Business and Finance

I began my career by qualifying as a registered representative with the New York Stock Exchange, and subsequently trained as an investment banker in the City. I started writing about business and finance first as a City reporter for the Financial Times and then as an investigative features writer for the FT in the early 1980s (winning a commendation in the British Press Awards in 1982). Three and a half years as an associate with McKinsey & Co probably taught me more about business than any business school could ever have done - and I later worked for The Economist as its US business correspondent.

Struggle for take-off

One of the most intriguing stories that I wrote about as a features writer at the FT concerned the privatisation of British Airways in the 1980s. At the heart of the story was a high-stakes poker game between BA (and a clutch of other major flag carriers) and the entrepreneurial Freddie Laker, pioneer of the cut-price airline sector and founder of the Laker Skytrain. Given clearance by the Thatcher government to go ahead with its own privatisation, BA made an awkward discovery: a huge lawsuit lodged by Laker, blaming BA for the recent collapse of his Skytrain operation, was effectively blocking the runway.
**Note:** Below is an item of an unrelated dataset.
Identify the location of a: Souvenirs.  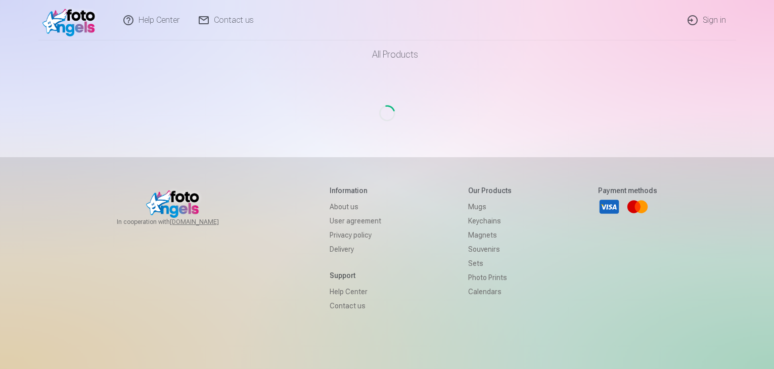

Laker gambled that BA would have to pay him off royally in order to proceed. BA struggled for a year to persuade Laker that he had no case and should take a minimal pay-off. The result was a remarkable episode in the history of the airline industry. I described it in a book, Struggle for Take-Off, The Story of British Airways, that was published by Coronet Books in 1986.

I have taken a keen interest in company-history projects over more than 20 years. In 2007 and again in 2008, I was one of three judges for the annual Wadsworth Prize for business history, awarded by the Business Archives Council of the UK.